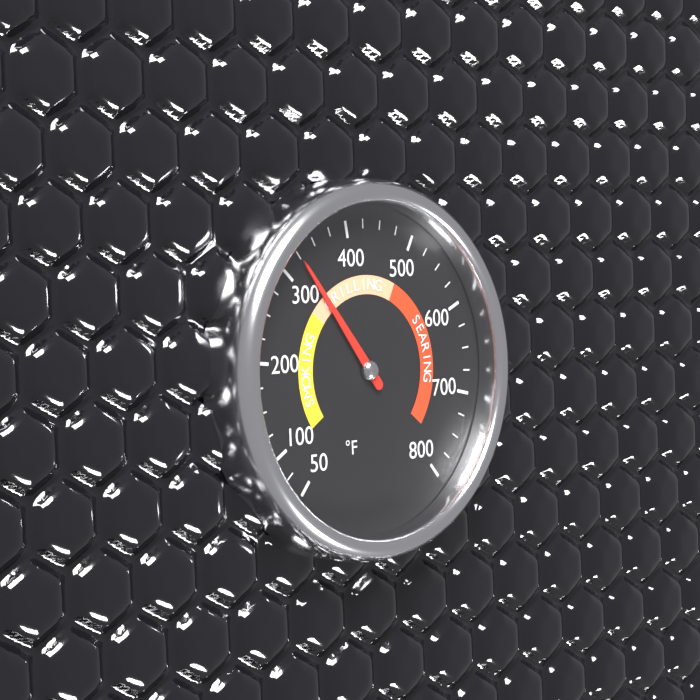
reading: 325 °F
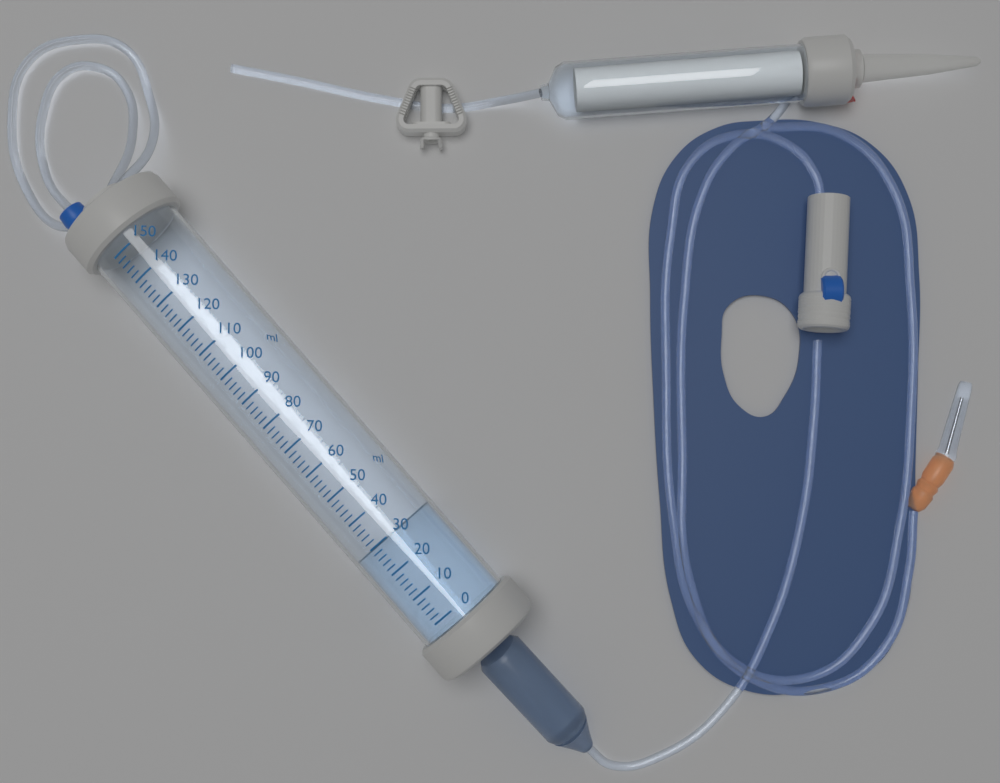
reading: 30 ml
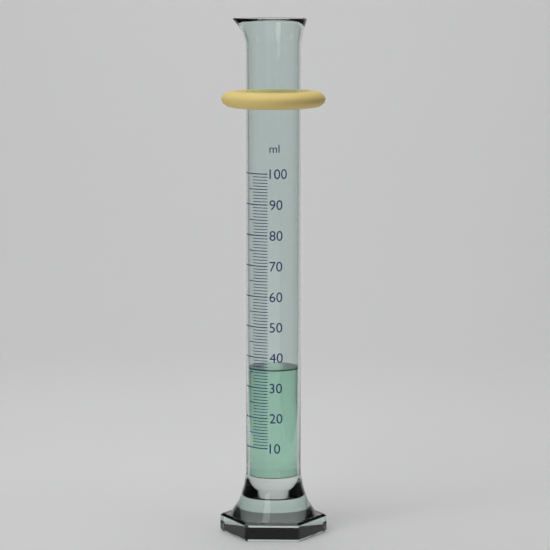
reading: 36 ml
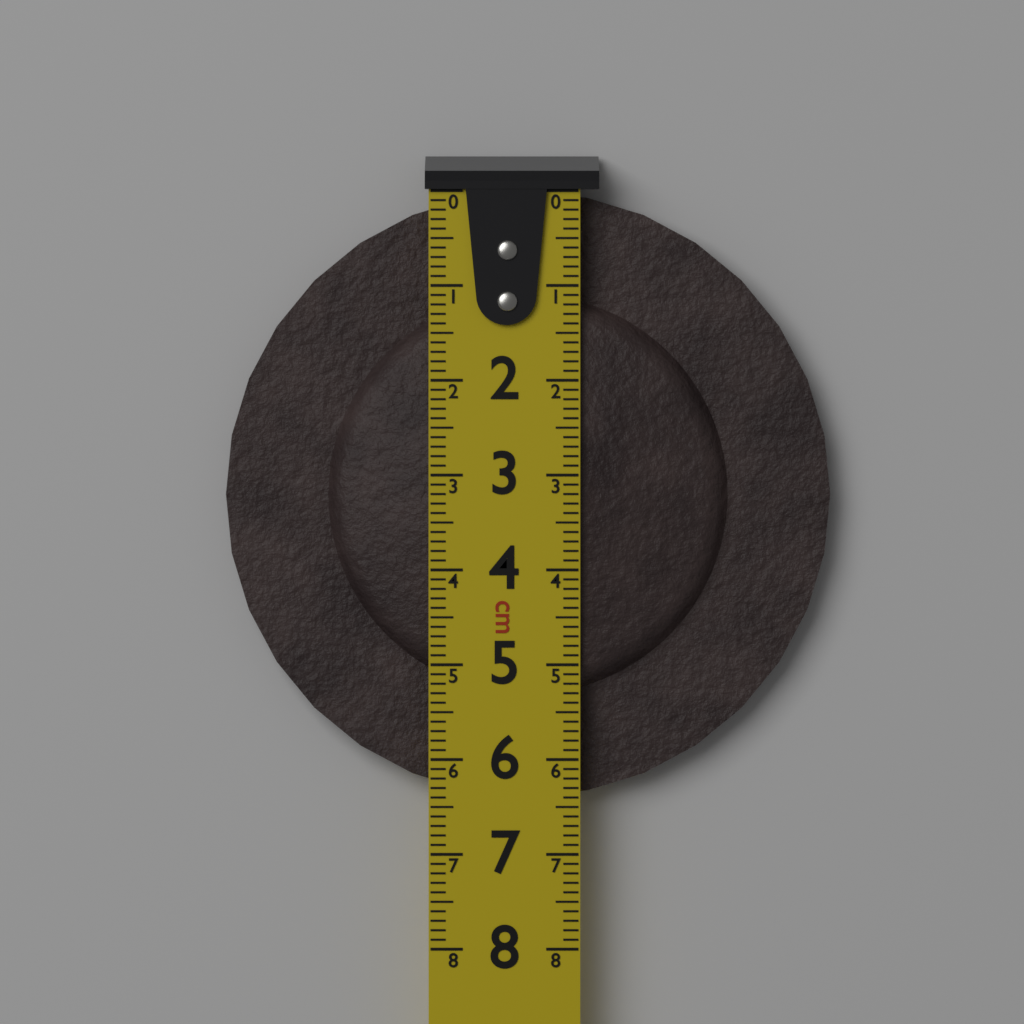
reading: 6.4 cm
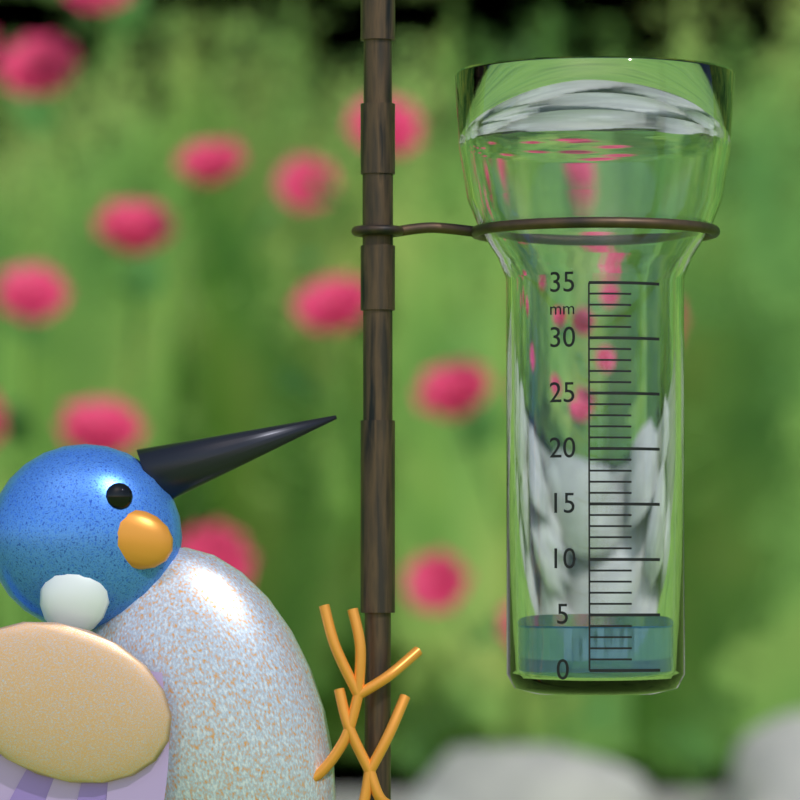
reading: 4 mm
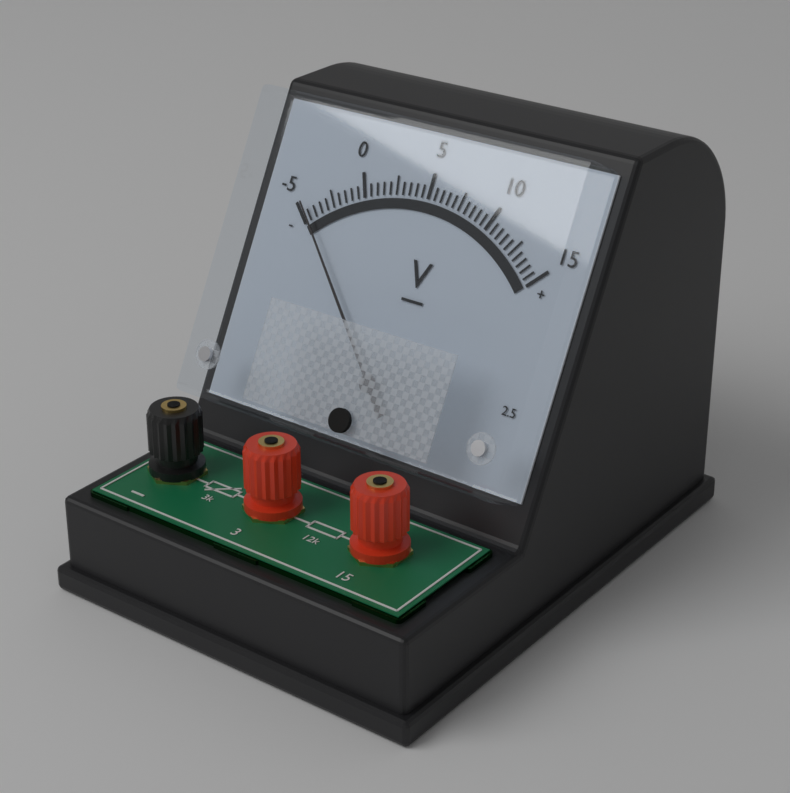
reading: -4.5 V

# # # # #

» **THE TASK**
Every record above should be transcribed exactly; the pictures stay out of the copy.

» **SOLUTION TO THE EXERCISE**
reading: 325 °F
reading: 30 ml
reading: 36 ml
reading: 6.4 cm
reading: 4 mm
reading: -4.5 V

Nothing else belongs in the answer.